Linux 20.04.06 LTS: The THETA Z1 live streaming

Linux 20.04.06 LTS: The THETA Z1 live streaming viewer works, but it does not function from loopback. I want to use it with OpenCV by recognizing it as a camera, but it is not recognized.

When connected via USB, the device is recognized normally and works fine with the viewer. However, when I run the loopback, it starts working but then keeps shutting down.

Could you please advise on how to proceed?

Do you have a device at /dev/video0

Do you have v4l2loopback loaded in the kernel?

You can check it with lsmod

lsmod
Module                  Size  Used by
uvcvideo               88565  0
bnep                   16562  2
zram                   26166  4
overlay                48691  0
spidev                 13282  0
v4l2loopback           37383  0

If you don’t have it in the kernel, load it with

modprobe v4l2loopback

Thank you. The loopback has been completed successfully.


The code execution briefly showed something on the screen, and an issue was detected, but I will try a bit more. Thank you for your response.

After adding the QoS settings for the loopback, the Python code started working properly.
@craig Thank you!

However, it seems like there’s more latency than I expected. Do you have any advice on how to address this?

lowest latency is approx 250ms. average is approx 350ms.

What latency are you seeing?


The first image is from the Python OpenCV demo, and the second image shows the latency of gst_viewer.

List hardware specs that you’re running the system on. Include information on GPU.

Do you have hardware acceleration enabled?

My test on x86 hardware with discrete NVIDIA GPU showing 250ms latency.

Are you using an NVIDIA GPU with CUDA?

Note that my pipeline looks like this:

    if (strcmp(cmd_name, "gst_loopback") == 0)
    // original pipeline
        // pipe_proc = "decodebin ! autovideoconvert ! "
        //  "video/x-raw,format=I420 ! identity drop-allocation=true !"
        //  "v4l2sink device=/dev/video2 qos=false sync=false";
        //
        //modified pipeline below
        pipe_proc = "nvdec ! gldownload ! videoconvert n-thread=0 ! "
            "video/x-raw,format=I420 ! identity drop-allocation=true !"
            "v4l2sink device=/dev/video2 qos=false sync=false";

Be aware that you may need to install some things on your system to use the pipeline above. Article covers required components.


Is your OpenCV compiled with CUDA and are you using CUDA?

This post and the ones around it discuss OpenCV bottlenecks and possibly using CUDA.

note that I did not progress very much using cv.cuda.

My computer specifications are as follows:

nvcc: NVIDIA (R) Cuda compiler driver
Copyright (c) 2005-2022 NVIDIA Corporation
Built on Wed_Sep_21_10:33:58_PDT_2022
Cuda compilation tools, release 11.8, V11.8.89
Build cuda_11.8.r11.8/compiler.31833905_0

When I run gst-inspect-1.0 --version as part of the steps in the “Overview of Steps” from this guide, the output is as follows:

image

Therefore, I matched the gst-plugins-bad version to 1.16.3, included the CODEC SDK version 12.2 in the gst-plugins-bad, ran NVENCODE_CFLAGS, and then proceeded with make. However, I encountered the following error:

image

Oh, I was using CUDA version 11.8, so I downgraded the SDK to version 11.~ and re-ran everything, and it works correctly now. However, there are still occasional frame glitches, but I’ll continue to refine the code.

@craig The latency has also significantly decreased. Thank you for your help!

2 Likes

Great that worked for you! Pretty cool.

thank you for reporting on the solution as it help help other people.

There are different possibilities for the frame glitch

  • power supply to THETA. You may want to use a powered hub for consistent power. The input should conform to BC 1.2 CDP, which specifies 1.5A data plus charge. See this: Camera - RICOH THETA Development on Linux. A cheap in-line USB power meter can help debug power issues
  • if you’re running computer on a robot with battery power, the computer itself may not have stable power or a slight undervolt
  • depending on processing, the computer or the GPU may be experiencing thermal issues (or power)
  • the THETA camera may be experiences thermal issues (you can just put your hand on the camera as a quick test)
  • the USB cable could introduce a problem. try a different cable
  • make sure you have the newest camera firmware (you need a mac/windows for desktop update or ios/android for mobile update)

other

  • isolate problem by first streaming without OpenCV and see if the frame glitch occurs without OpenCV
  • I don’t see the glitches on my system, so it’s likely you can resolve the problem eventually
  • have you tried gstthetauvc instead of libuvc-theta-sample?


▶ [AIM OF THE EXERCISE] Repeat each entry exactly. Drop every image.

▶ [Stored items from a collection]
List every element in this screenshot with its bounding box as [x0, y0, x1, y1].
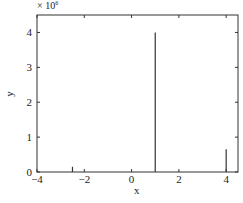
multiplier-exponent: 6 [55, 0, 58, 6]
multiplier-text: × 10 [37, 0, 55, 11]
stem-chart: −4−202401234 [0, 0, 243, 203]
x-tick-label: −4 [31, 173, 43, 185]
y-tick-label: 3 [27, 61, 33, 73]
x-tick-label: 2 [176, 173, 182, 185]
y-tick-label: 2 [27, 96, 33, 108]
y-tick-label: 0 [27, 166, 33, 178]
y-multiplier: × 106 [37, 0, 58, 11]
plot-frame [37, 15, 238, 172]
x-tick-label: 4 [223, 173, 229, 185]
x-tick-label: −2 [78, 173, 90, 185]
y-tick-label: 4 [27, 26, 33, 38]
x-axis-label: x [134, 184, 140, 196]
y-tick-label: 1 [27, 131, 33, 143]
y-axis-label: y [3, 91, 15, 97]
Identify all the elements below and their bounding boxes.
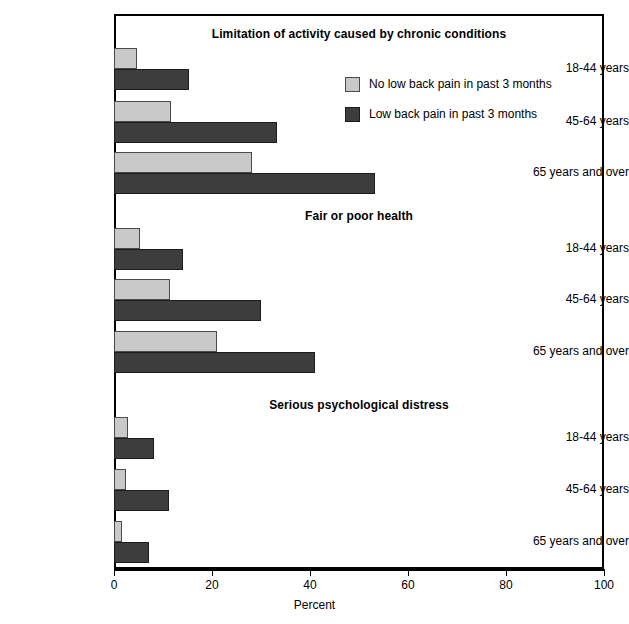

▶ [TASK ANSWER]
List every element in this screenshot with its bounding box as [x0, y0, x1, y1].
multiplier-exponent: 6 [55, 0, 58, 6]
multiplier-text: × 10 [37, 0, 55, 11]
stem-chart: −4−202401234 [0, 0, 243, 203]
x-tick-label: −4 [31, 173, 43, 185]
y-tick-label: 3 [27, 61, 33, 73]
x-tick-label: 2 [176, 173, 182, 185]
y-tick-label: 2 [27, 96, 33, 108]
y-tick-label: 0 [27, 166, 33, 178]
y-multiplier: × 106 [37, 0, 58, 11]
plot-frame [37, 15, 238, 172]
x-tick-label: 4 [223, 173, 229, 185]
x-tick-label: −2 [78, 173, 90, 185]
y-tick-label: 4 [27, 26, 33, 38]
x-axis-label: x [134, 184, 140, 196]
y-tick-label: 1 [27, 131, 33, 143]
y-axis-label: y [3, 91, 15, 97]
Identify all the elements below and their bounding boxes.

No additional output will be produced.